Since the Republican majority in the Missouri legislature does not give a single tu-whit tu-whoo about what Gov. Mike Parson thinks, we can only hope that he returns the favor and forces Medicaid expansion anyway. For one thing because that’s what voters — remember them? — have said they want.
Why worry about so-called “election integrity” when the election results on ballot questions are routinely ignored in Missouri, you might ask.
Raise the minimum wage, said Missourians in 2018. Yet GOP lawmakers are still trying to hold off on the phased-in plan to do this. Because, you see, legislators know in their hearts that voters only said that because the poor things didn’t know any better.
“They don’t really have all of the information that they need to make the most informed decision, because it’s simply not available to them,” said House Budget Committee Chairman Cody Smith, in explaining his attempts to delay or stop the minimum wage increase altogether. “There are campaigns, political campaigns essentially, that are highlighting benefits of this and don’t highlight the negative consequences.” So, down with political campaigns, says the politician?

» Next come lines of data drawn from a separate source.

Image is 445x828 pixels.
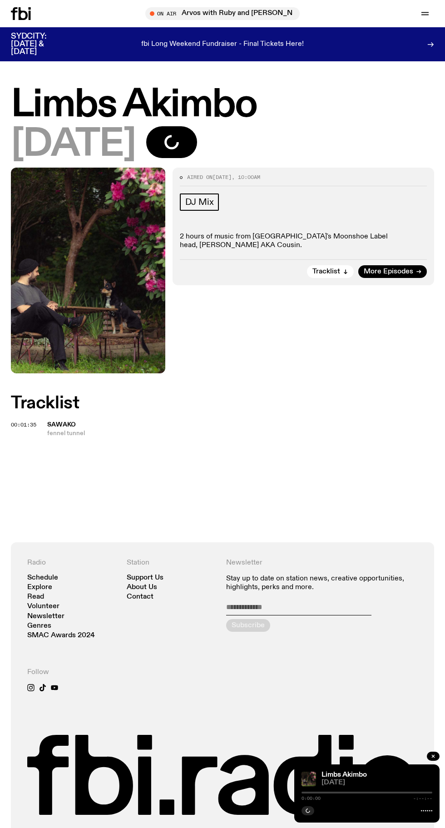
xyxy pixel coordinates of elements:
button: 00:01:35 [11,423,36,428]
button: Tracklist [307,265,354,278]
h4: Station [127,559,219,568]
img: Jackson sits at an outdoor table, legs crossed and gazing at a black and brown dog also sitting a... [302,772,316,787]
a: Explore [27,584,52,591]
span: [DATE] [11,126,135,163]
a: Schedule [27,575,58,582]
a: About Us [127,584,157,591]
span: , 10:00am [232,174,260,181]
a: Genres [27,623,51,630]
span: [DATE] [322,780,433,787]
span: 0:00:00 [302,797,321,801]
h4: Follow [27,668,120,677]
a: Contact [127,594,154,601]
span: -:--:-- [413,797,433,801]
button: On AirArvos with Ruby and [PERSON_NAME] [145,7,300,20]
span: sawako [47,422,76,428]
h2: Tracklist [11,395,434,412]
h1: Limbs Akimbo [11,87,434,124]
a: SMAC Awards 2024 [27,632,95,639]
a: Limbs Akimbo [322,772,367,779]
h3: SYDCITY: [DATE] & [DATE] [11,33,69,56]
span: Tracklist [313,269,340,275]
a: More Episodes [359,265,427,278]
span: fennel tunnel [47,429,434,438]
span: DJ Mix [185,197,214,207]
h4: Newsletter [226,559,418,568]
button: Subscribe [226,619,270,632]
p: 2 hours of music from [GEOGRAPHIC_DATA]'s Moonshoe Label head, [PERSON_NAME] AKA Cousin. [180,233,428,250]
p: fbi Long Weekend Fundraiser - Final Tickets Here! [141,40,304,49]
a: Read [27,594,44,601]
a: Support Us [127,575,164,582]
span: More Episodes [364,269,413,275]
h4: Radio [27,559,120,568]
a: Volunteer [27,603,60,610]
a: DJ Mix [180,194,219,211]
p: Stay up to date on station news, creative opportunities, highlights, perks and more. [226,575,418,592]
a: Newsletter [27,613,65,620]
span: [DATE] [213,174,232,181]
span: Aired on [187,174,213,181]
span: 00:01:35 [11,421,36,428]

Now, unless something unexpected happens this week, ahead of the May 7 deadline for delivering a budget to Parson, the GOP-led Missouri House and Senate will have refused to fund the Medicaid expansion that voters approved last August.
They’re also mulling ways to make it harder to amend the Missouri Constitution in the future. “The people elected legislators to represent them,” says Secretary of State Jay Ashcroft, who supports legislation that would make ballot initiatives harder to pass. “We are not a democracy, we are a constitutional republic.” One that only respects “the people” when they agree with Republicans.
As you might remember, our Republican governor was not for expanding Medicaid, either. But he put money in the budget for it anyway, as required by the constitutional amendment passed by voters. “I have to represent all Missourians,” he said recently, “and they voted for it.”
SO WHAT will he do now? If the Parson administration blocks the some 275,000 newly eligible, low-income Missourians from enrolling on July 1, the issue will likely be settled by the courts. Because the constitutional amendment passed last year says those who make up to 138% of the federal poverty level — up to $26,500 a year for a family of four — “shall receive coverage for the health benefits service package.” Not “could,” “might” or “will if you like,” but “shall.”
GOP Senate majority leader changed his mind
These are working people, not the layabouts that the GOP always says will somehow be made indolent by access to health care. (Do healthier people really laze around more? Don’t think so.) And, by the way, they’re many of the same minimum wage workers the GOP wants to prevent from making a living wage.
Even Missouri Senate Majority Leader Caleb Rowden, a Columbia Republican, sees that resisting the expansion no longer makes any sense. He and three other Republicans joined all 10 Senate Democrats in supporting the expansion, though he, too, has opposed it in the past.
“I think some folks will paint this vote as a litmus test of how conservative you are, how steadfast you are in your opposition to Medicaid expansion,” he said in a floor speech. But “I think we will have to fund this population sooner than later … I think it’s the right thing to do, right now with the variables in front of us.”
It was always the right thing to do. And failing to do so was always particularly harmful to failing rural hospitals and rural voters, who struggle more with access to care.
But then, those who complain that Missouri can’t afford it, when the state has all along lost money by refusing to expand Medicaid, would apparently rather pay for a court fight it’s likely to lose than give the working poor better access to health care.
Parson could and absolutely should enroll newly eligible Missourians anyway, and call a special session to approve the necessary funding.
In January, the governor accused lawmakers of a “purposeful and disgusting scheme to embarrass me,” by changing the venue of his state of the state address because of the pandemic.
But it’s not in tit-for-tat retribution that he should follow the will of the people on Medicaid expansion.